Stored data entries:
:::

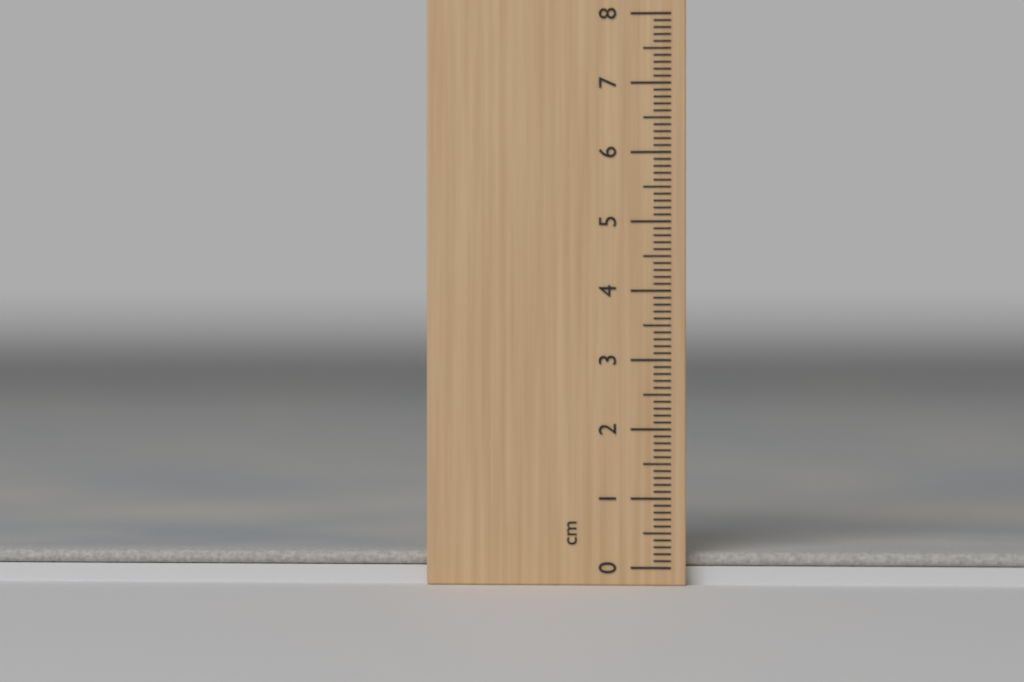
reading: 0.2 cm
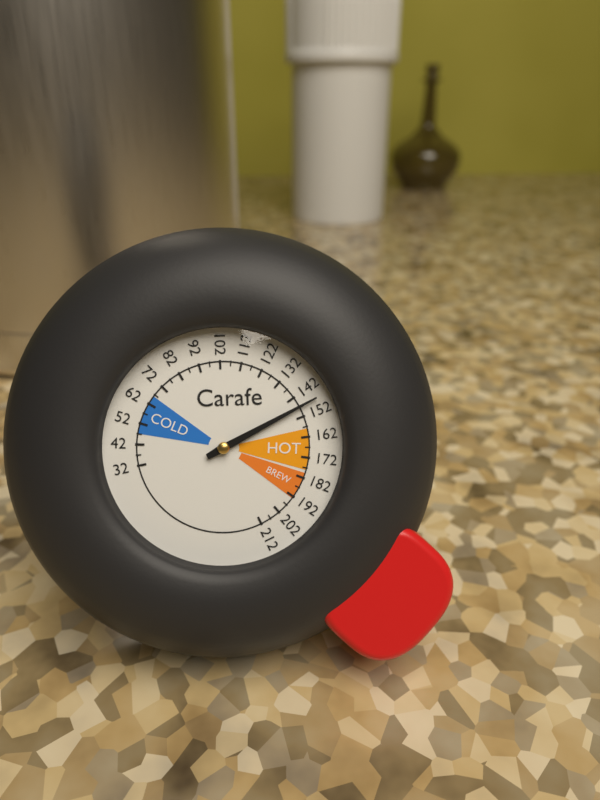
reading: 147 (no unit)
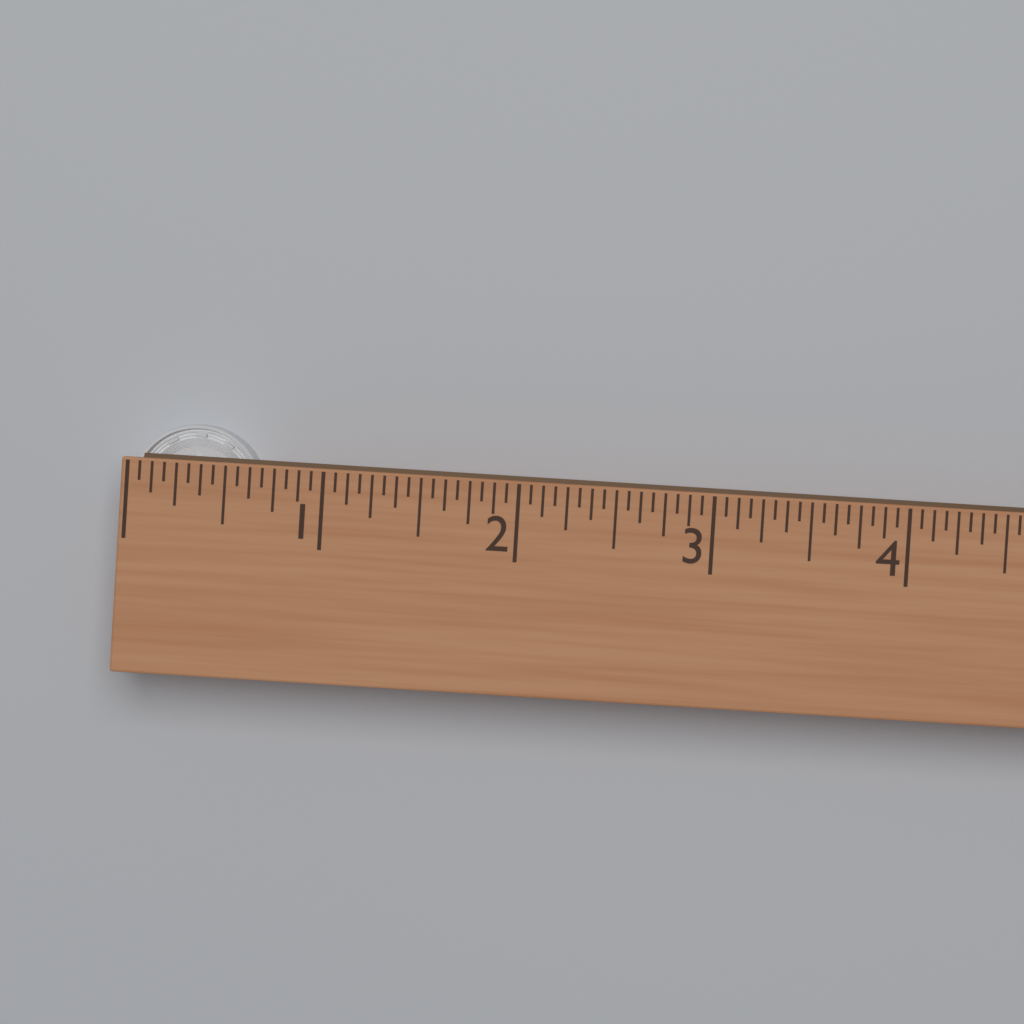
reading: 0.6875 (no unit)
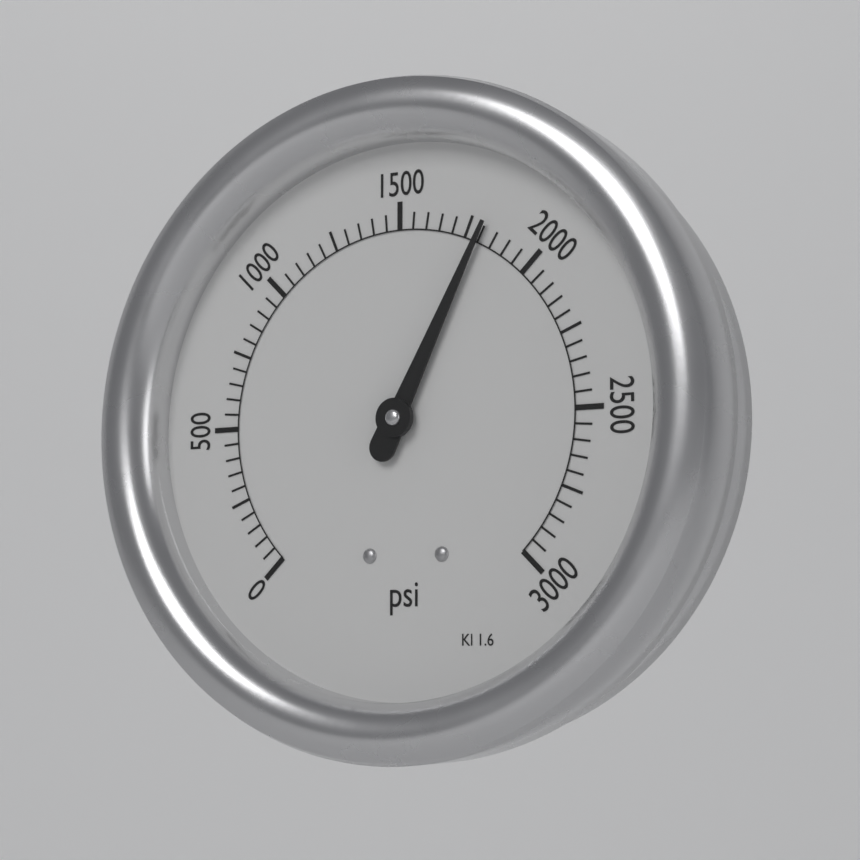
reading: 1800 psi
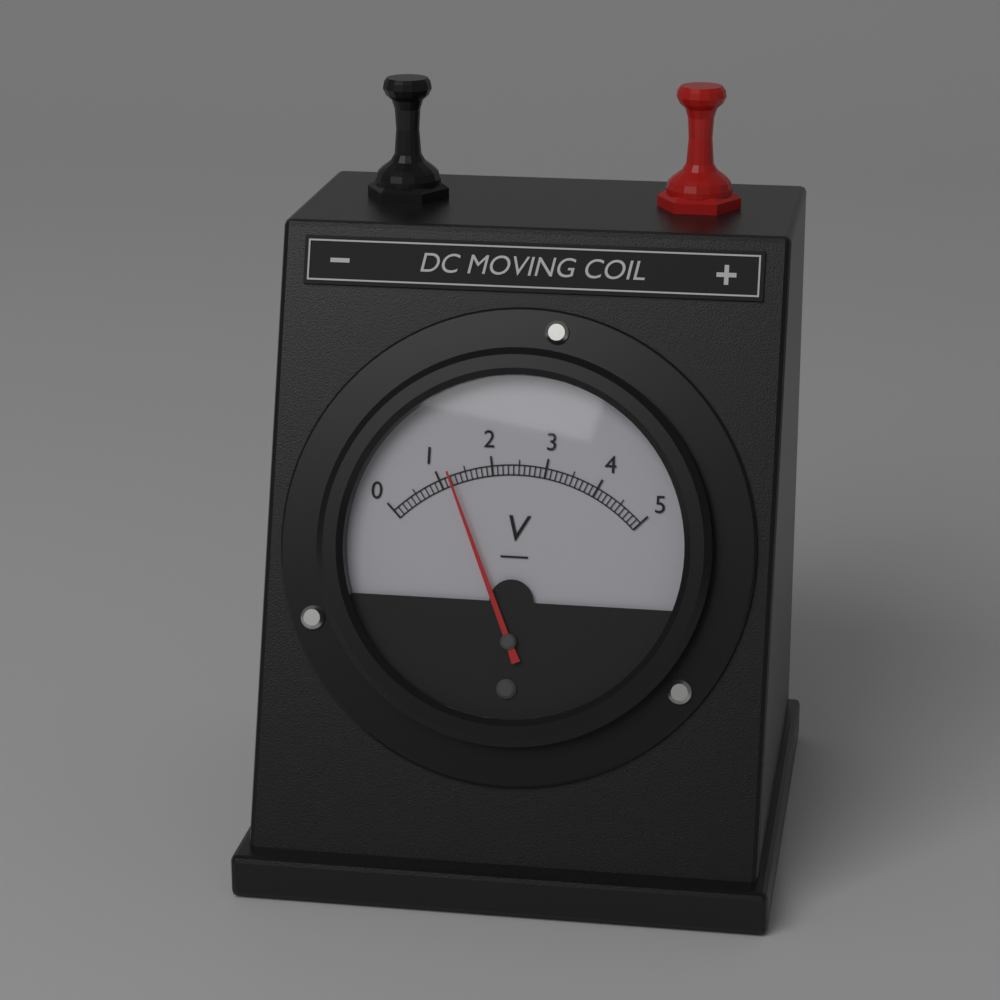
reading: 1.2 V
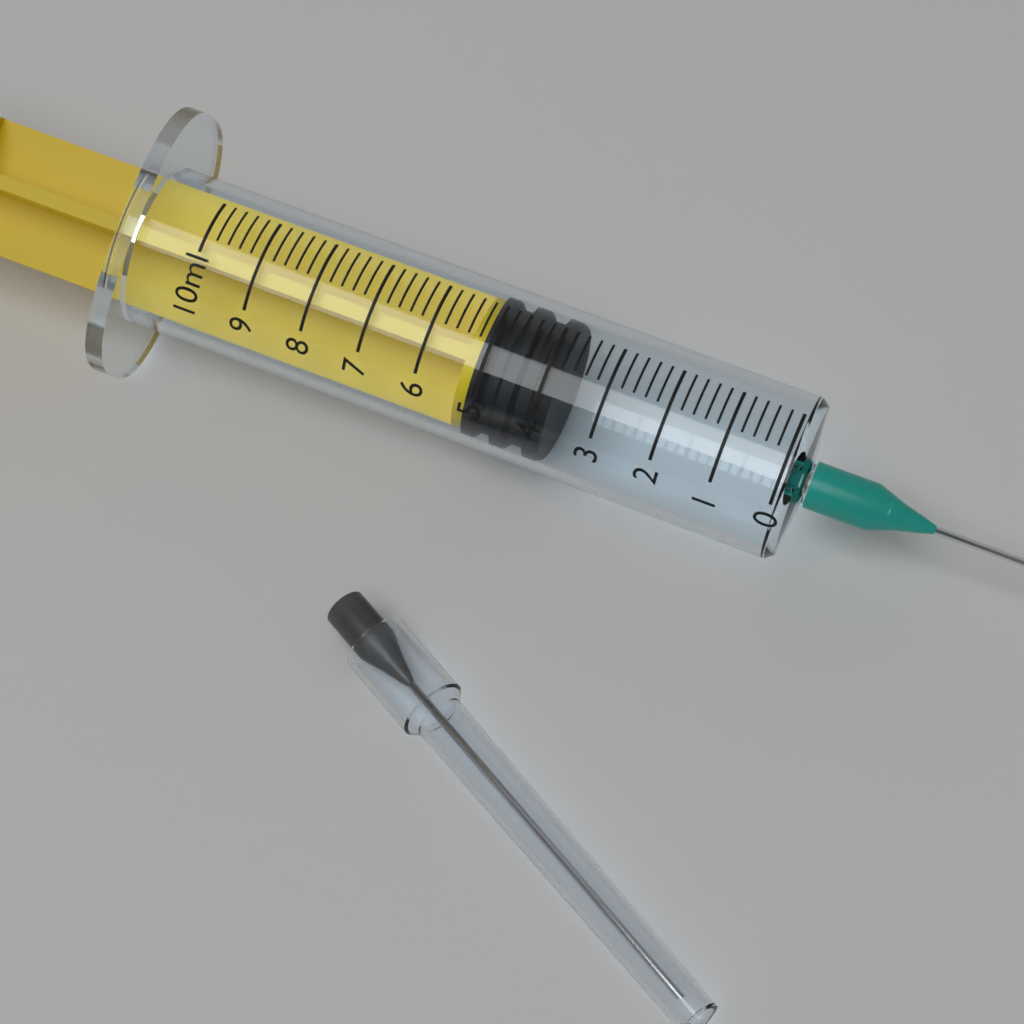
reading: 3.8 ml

:::

WORK TO COMPLETE: A verbatim copy of the records above, without pictures, is required.

EXERCISE ANSWER:
reading: 0.2 cm
reading: 147 (no unit)
reading: 0.6875 (no unit)
reading: 1800 psi
reading: 1.2 V
reading: 3.8 ml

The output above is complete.